Looks great. If it's static, try using netlify and cloudflare; I've used cloudflare with great success for years, and I just tried netlify (works great & free).
I had to do a pam config recently. Having only tweaked a few settings previously, it was kind of intimidating as I was doing some security-type stuff and had to rewrite the config. I locked myself out more times than I care to remember; thank God I was working (mostly) in virtual machines. This is especially a problem since the necessary pam settings vary from distro to distro.
If you really want to, test it on a vm that replicates your machine first and make sure you document exactly what to do to get it working. To be clear, it should be fine if you're just adding a module, but sometimes getting the exact settings can be hard, so make sure to do it in a vm first and be careful. Just trying to keep others from going through what I went through.

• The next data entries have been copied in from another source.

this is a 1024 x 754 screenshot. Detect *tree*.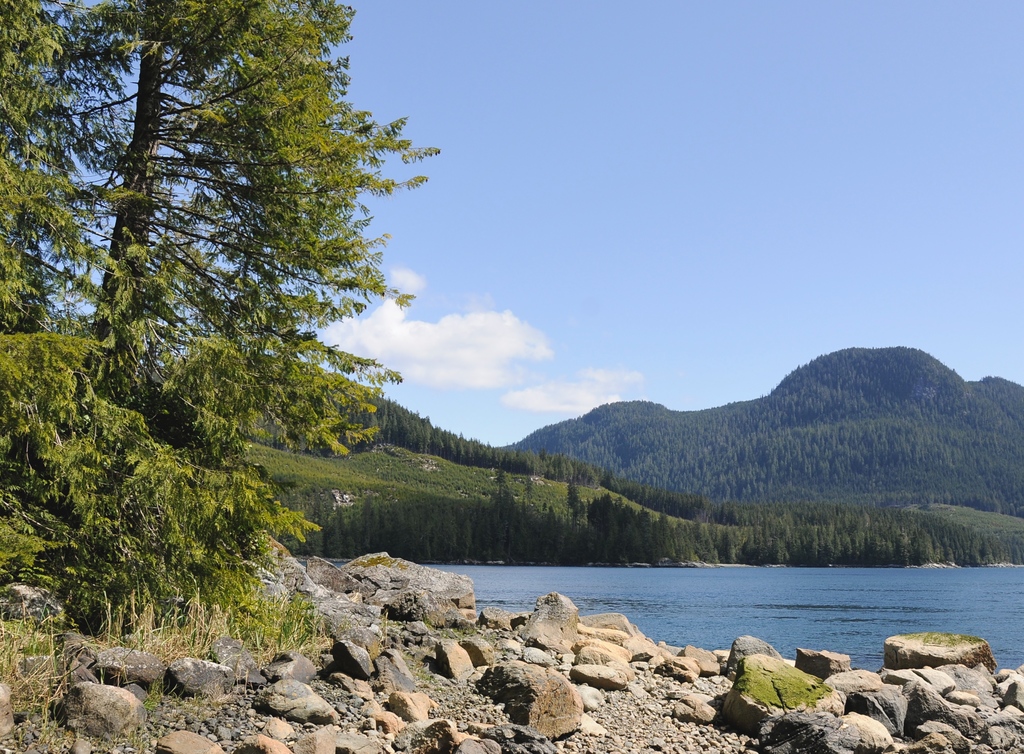
box=[48, 0, 436, 467].
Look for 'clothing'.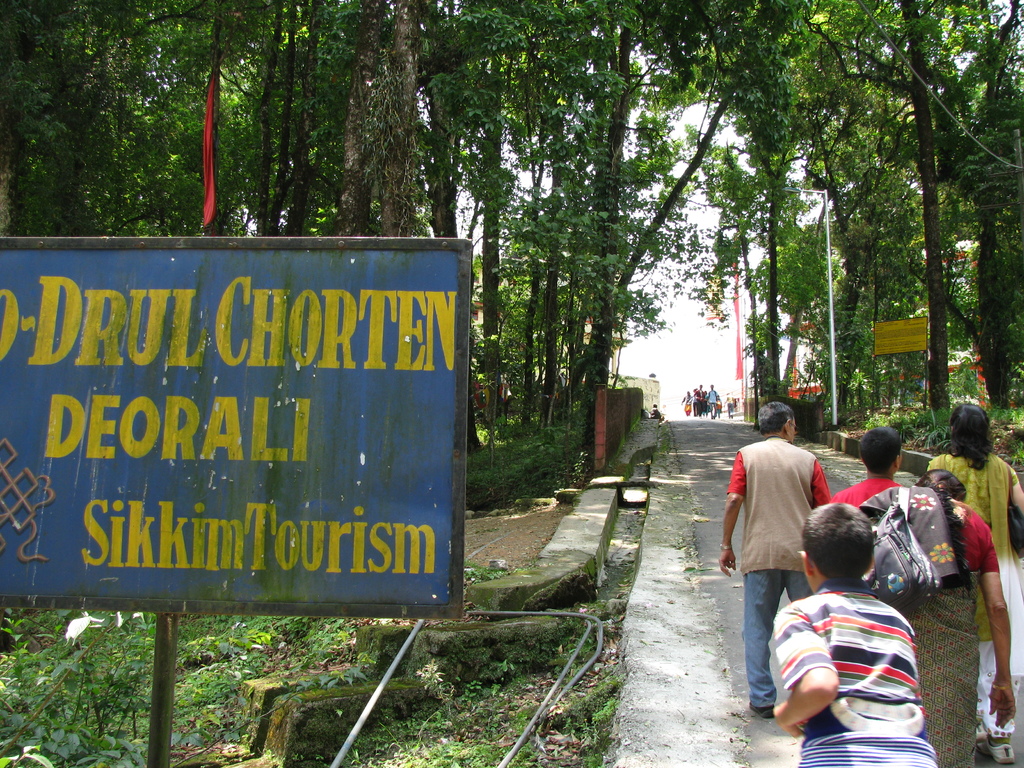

Megacorps have their own reasons to select technology. Your best bet is probably to go with a Yubikey (or something like it). It's about $50 and it's what several of the big Linux projects themselves use so it's well tested and documented.
- if you have an opaque enclave on the device (e.g. a black box you can't peer into), you can't know what it's doing
- if you don't, you can read the private key bits out
Your statement was that it has a private enclave you cannot extract key material out of, which resolves the latter half of the question, but not the former, I think?
I'd never done anything much with pam before but found it relatively easy to get PrivacyIDEA working on CentOS, it's even easier if you're using Ubuntu. https://www.privacyidea.org/ and Cornelius is really helpful.
I've used 2FA for SSH at $lastjobatmegacorp, however all that infrastructure was supported by a team of people dedicated to such things. How finicky would setting this up for myself be in practice? (Am I being paranoid for NOT wanting to go the extra mile to ensure that I actually have access to my systems when I need it the most?)